London Mayor Ken Livingstone is about to start trials of London's first bus fueled by bio-ethanol. The Scania OmniCity double-decker will carry 81 passengers and be powered by ethanol made from Brazilian sugar cane.
Transport for London Environment (TfL) Coordinator Helen Woolston said on Friday the bus would join a fleet of seven hybrid diesel-electric buses currently running in London, with plans for 50 more hybrids by the end of 2008.
TfL has just completed trials of hydrogen-powered buses and plans to buy 10 of these in the next year or so, she told the Bioethanol conference in London on Friday.
The buses are part of the mayor's new goal of cutting London's CO² emissions by 60 percent from 1990 levels by 2025. TfL is also considering basing London congestion charges on vehicles' CO² emissions, with a banding system similar to the government's new road tax system, Woolston said.
Scania's current ethanol engine generation reaches Euro 4 levels, required from October this year. Around 600 ethanol buses have been delivered so far. Scania is now developing its next-generation ethanol engine, planned to be ready for introduction in late 2007.
Scania is also supplying the ethanol-powered city buses for use in the BEST Bioethanol for Sustainable Transport) consortium's field trials of ethanol as a vehicle fuel.
Stagecoach's pilot study vehicle will operate in Liverpool, Barnsley, Sheffield, Newcastle and Manchester.
Stagecoach recently expanded the use of biodiesel to 1,800 vehicles in the UK in a move to reduce greenhouse gas emissions and improve fuel efficiency. It is now used at 28 depots in Scotland, and the North-east and North-west of England.
For the past year, Stagecoach has also been using the fuel additive Envirox across its entire UK bus fleet. Tests delivered more than a 5% cut in fuel consumption and an associated decrease in vehicle emissions.
The greenest, zero-emission vehicles are already exempt from the congestion charge.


• **Requirement**
Lines holding the string "ticks" in the listing below are to be copied.

• **Task input**
.....

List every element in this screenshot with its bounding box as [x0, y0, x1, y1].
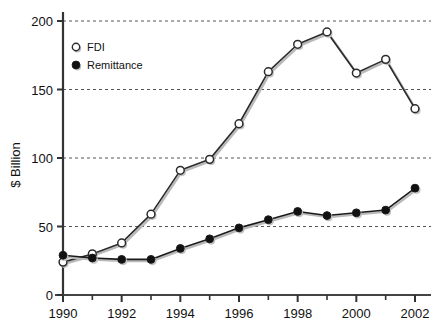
data-point[interactable] — [235, 224, 243, 232]
y-tick-label: 200 — [31, 14, 53, 29]
data-point[interactable] — [264, 216, 272, 224]
data-point[interactable] — [176, 245, 184, 253]
data-point[interactable] — [147, 210, 155, 218]
y-tick-label: 100 — [31, 151, 53, 166]
y-axis-title: $ Billion — [8, 142, 23, 188]
x-tick-label: 1996 — [225, 306, 254, 321]
data-point[interactable] — [382, 206, 390, 214]
legend-marker-remittance — [72, 61, 80, 69]
data-point[interactable] — [118, 255, 126, 263]
legend-marker-fdi — [72, 43, 79, 50]
axes — [55, 12, 431, 295]
data-point[interactable] — [294, 208, 302, 216]
data-point[interactable] — [352, 69, 360, 77]
data-point[interactable] — [176, 166, 184, 174]
x-tick-label: 1994 — [166, 306, 195, 321]
data-point[interactable] — [411, 184, 419, 192]
data-point[interactable] — [118, 239, 126, 247]
data-point[interactable] — [235, 120, 243, 128]
data-point[interactable] — [323, 212, 331, 220]
data-point[interactable] — [382, 55, 390, 63]
legend-label: FDI — [87, 41, 105, 53]
data-point[interactable] — [352, 209, 360, 217]
legend-label: Remittance — [87, 59, 143, 71]
x-tick-label: 1992 — [107, 306, 136, 321]
data-point[interactable] — [206, 155, 214, 163]
data-point[interactable] — [411, 105, 419, 113]
series-remittance — [59, 184, 420, 265]
y-tick-label: 50 — [39, 220, 53, 235]
y-tick-label: 0 — [46, 288, 53, 303]
x-tick-label: 2000 — [342, 306, 371, 321]
legend: FDIRemittance — [72, 41, 143, 71]
x-tick-label: 2002 — [401, 306, 430, 321]
chart-container: 0501001502001990199219941996199820002002… — [0, 0, 434, 331]
x-tick-label: 1998 — [283, 306, 312, 321]
data-point[interactable] — [294, 40, 302, 48]
data-point[interactable] — [206, 235, 214, 243]
x-tick-label: 1990 — [49, 306, 78, 321]
data-point[interactable] — [88, 254, 96, 262]
data-point[interactable] — [264, 68, 272, 76]
y-tick-label: 150 — [31, 83, 53, 98]
gridlines — [63, 21, 431, 227]
data-point[interactable] — [147, 255, 155, 263]
data-point[interactable] — [59, 251, 67, 259]
y-axis-ticks: 050100150200 — [31, 14, 63, 303]
x-axis-ticks: 1990199219941996199820002002 — [49, 295, 430, 321]
data-point[interactable] — [323, 28, 331, 36]
line-chart: 0501001502001990199219941996199820002002… — [0, 0, 434, 331]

.....

• **Reply**
y-axis-ticks: 050100150200 — [31, 14, 63, 303]
x-axis-ticks: 1990199219941996199820002002 — [49, 295, 430, 321]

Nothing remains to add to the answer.